Caritas Philippines warned against normalized injustice and called Filipinos to move beyond charity toward systemic change as it launched the 2026 Alay Kapwa Lenten Campaign on Ash Wednesday.
In a circular dated February 18, 2026, Bishop Gerardo Alminaza of San Carlos, president of Caritas Philippines, said Lent is a season that demands more than personal devotion, describing it as a time for “communal and structural conversion.”
The campaign theme, “Sulong Padayon: Pananagutan sa Pagbabago, Pag-asa ng Pilipino,” combines Filipino and Visayan terms that translate to “Move Forward: Accountability in Change, Hope of the Filipino.”
“Alay Kapwa,” a long-running Lenten program whose name means “offering to one’s neighbor,” is marking its 51st year.
Alminaza stressed that the most meaningful “offering” during Lent is “not just spare change, but a commitment to be agents of structural change.”
“Almsgiving becomes more than charity. It becomes stewardship. It becomes participation in transforming our nation’s future,” the prelate said.

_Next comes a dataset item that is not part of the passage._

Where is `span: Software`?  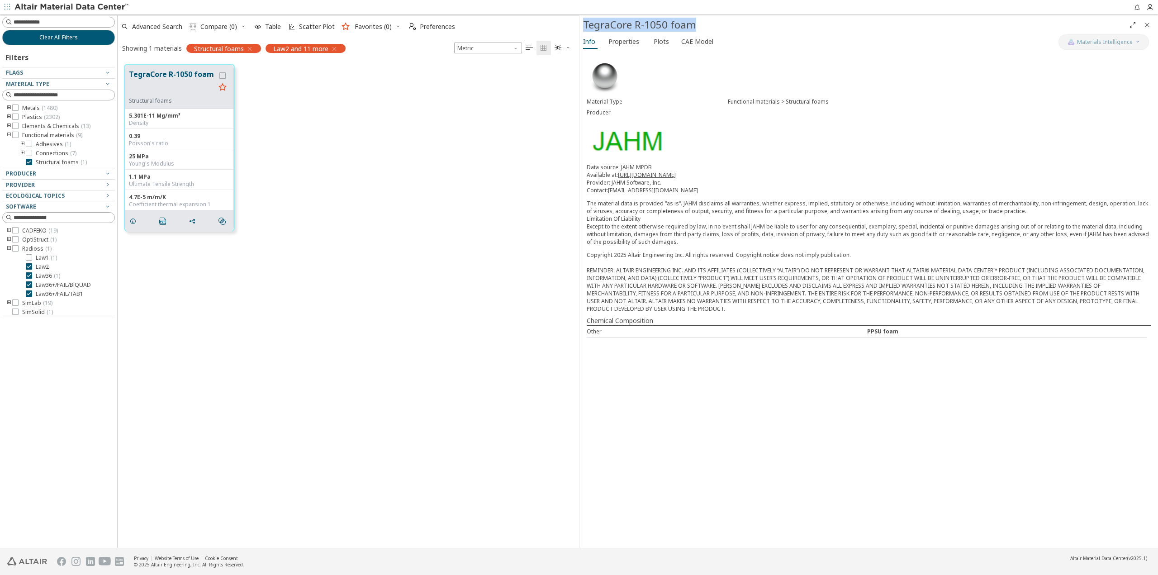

Quoting Pope Leo XIV’s 2026 Lenten message, he said, “Lent is a time in which the Church, guided by a sense of maternal care, invites us to place the mystery of God back in the center of our lives.”
“I have observed the misery of my people who are in Egypt; I have heard their cry,” Alminaza added.
Citing the papal document Dilexi Te, the bishop reminded the faithful that the condition of the poor “is a cry that, throughout human history, constantly challenges our lives, societies, political and economic systems, and, not least, the Church.”
He also acknowledged that “the commitment to the poor and to removing the social and structural causes of poverty… remains insufficient.”
Alminaza warned of a culture “that discards others without even realizing it and tolerates with indifference that millions of people die of hunger or survive in conditions unfit for human beings.”
“These are tolerated evils,” the circular said, describing them as “normalized inequalities” and “systems that exclude,” he said.
The bishop also connected fasting to social accountability, quoting the Holy Father’s teaching that fasting “makes it easier to recognize what we ‘hunger’ for and what we deem necessary for our sustenance.”
He added that fasting keeps “our hunger and thirst for justice alive and freeing us from complacency.”
As Alay Kapwa approaches its 51st anniversary, Alminaza described the milestone not as a conclusion but as “an ‘unfinished symphony’.”
Through seven legacy programs grouped under themes translated as Forging Hope (Pag-asa), Forging Accountability (Pananagutan), and Forging Transformation (Pagbabago), the campaign seeks to move “from relief to resilience, from charity to transformation.”
The prelate called on the faithful to “choose hope over despair and action over indifference,” to “fast from complacency,” and to respond in ways that are “faithful, accountable, and transformative.”